7.31 COMPARATIVE
NEGLIGENCE: ULTIMATE OUTCOME Civil Model Jury Charge
I will
explain to you
the effect
of these percentages.
In order
for the plaintiff to recover against any defendant,
plaintiff's percentage negligent conduct or
fault must be 50% or less. If the plaintiff's percentage
is more than 50%, he/she will not recover damages at all and your deliberations
are concluded and you should not make any determination as to damages. A plaintiff whose percentage is 50% or less will recover from any defendant whose negligent
conduct or fault you have found was a proximate cause of the accident. [1],
[2],
[3],
[4],
[5],
[6],
[7],
[8],
[9],
[10]
[1] The ultimate outcome charge is required where
the jury apportions fault between plaintiff and
one or more defendants.
It is not to be used to tell a
jury the effect
of its apportioning
fault between or among joint tortfeasors. Brodsky
v.
Grinnel1 Haulers, Inc.,181 N .J. 102, 122 (2004). (Held
reversible error as " irrelevant"
to jury's function
of apportioning fault percentages and
"highly
prejudicial" to defendants).
[2] If one of the parties'
liability
is based
on strict liability or statutory liability, such as for a dangerous condition of
public property, N.J.S.A. 59:4-2, you
should substitute
a suitable phrase like "produced an
unfit product" or "palpably unreasonable
conduct" for negligent. Suitable
change should be made elsewhere in the charge, where the word "negligent"
or negligence" appears. See Williams v. Phillipsburg, 171 N.J. Super. 278 (App. Div. 1979). There also are instances
in which the
term "accident"
is inappropriate. "Incident'' or
"event" may be suitable substitutions. Where the plaintiff's negligence did not cause the accident but may have contributed to his/her injuries, as in the case of an auto
passenger,
then his/her negligence is best discussed as one of the causes of his/her injuries rather than as a cause of the accident.
[3] As to the appropriateness of apportioning fault among settling and non-settling
defendants, See Young v. Latta, 123 N.J. 584 (1991).
[4] As to the appropriateness of
trier of fact allocating percentage of fault to Defendant dismissed from medical malpractice case for failure to timely serve Affidavit of Merit, See Burt v. W. Jersey Health Systems, 339 N.J. Super 296
(App. Div. 2001).
[5] As to the inappropriateness of trier of fact conside1ing negligence of employer immune from suit because of Workers' Compensation Act, See Ramos v. Browning Ferris Industries of Southern Jersey, Inc., I 03 N.J. 177 ( l 986).
[6] As to the appropriateness of trier of fact to determine comparative negligence of party dismissed following discharge in bankruptcy.
See Brodsky, Id at 116.
[7] For cases where comparative negligence and intentioned conduct are at issue and should be apportioned by a jury, See Steele v. Kerrigan, 148 N.J. l (1997); See also Blazic v. Aldrich, l24 N.J. 90 (1991).
[8] For inappropriateness of comparative negligence in product liability context. See Johansen v. Makita U.S.A., Inc., 128 N.J. 86 (1992). See also Cavanaugh v. Skil Corp ., 331 N.J. Super 134, 189 (App. Div. 1999), aff'd 164 N.J. l , 4 (2000) (Suter
rule applies in all workplace contexts, including construction sites). As to applicability of Suter supra to negligence in a factory setting, see Green v. Sterling Extender Corp.,
95 N.J. 263,(1984) and Ramos v. Silent Hoist and Crane Co., 256 N.J. Super 467 (App. Div. 1992).
[9] For appropriateness of comparative negligence appot1ioning in cases involving public entities, See Frugis v. Bracigliano, 177 N.J. 250 (2003). (Special charge for duty of school boards to ensure students safety from foreseeable harm of negligent and intentional conduct).
[10] As to the appropriateness of jury or judge to apportion fault in an environmental action and the effect of apportionment, See N.J.S.A. 2A:15-5 d (1) (2) (3).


_Activity:_ Report back every line of the entries that contains "legend", exactly as written.

** Opening Recorded data block **

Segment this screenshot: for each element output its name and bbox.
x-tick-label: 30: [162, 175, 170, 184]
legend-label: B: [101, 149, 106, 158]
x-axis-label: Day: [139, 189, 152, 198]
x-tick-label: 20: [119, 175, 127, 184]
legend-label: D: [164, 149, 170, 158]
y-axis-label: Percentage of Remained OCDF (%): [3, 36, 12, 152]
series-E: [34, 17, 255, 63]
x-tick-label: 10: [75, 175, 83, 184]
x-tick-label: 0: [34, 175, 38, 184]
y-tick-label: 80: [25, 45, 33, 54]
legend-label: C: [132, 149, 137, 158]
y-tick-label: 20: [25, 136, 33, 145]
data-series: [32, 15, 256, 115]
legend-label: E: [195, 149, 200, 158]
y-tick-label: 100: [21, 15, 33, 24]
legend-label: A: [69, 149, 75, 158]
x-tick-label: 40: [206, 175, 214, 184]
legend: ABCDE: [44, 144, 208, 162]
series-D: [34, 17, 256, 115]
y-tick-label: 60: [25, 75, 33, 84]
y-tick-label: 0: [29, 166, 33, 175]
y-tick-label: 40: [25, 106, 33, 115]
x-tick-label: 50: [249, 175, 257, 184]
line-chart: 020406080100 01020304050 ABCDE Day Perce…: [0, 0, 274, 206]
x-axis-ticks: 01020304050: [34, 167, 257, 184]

** Closing Recorded data block **

_Your solution:_
legend-label: B: [101, 149, 106, 158]
legend-label: D: [164, 149, 170, 158]
legend-label: C: [132, 149, 137, 158]
legend-label: E: [195, 149, 200, 158]
legend-label: A: [69, 149, 75, 158]
legend: ABCDE: [44, 144, 208, 162]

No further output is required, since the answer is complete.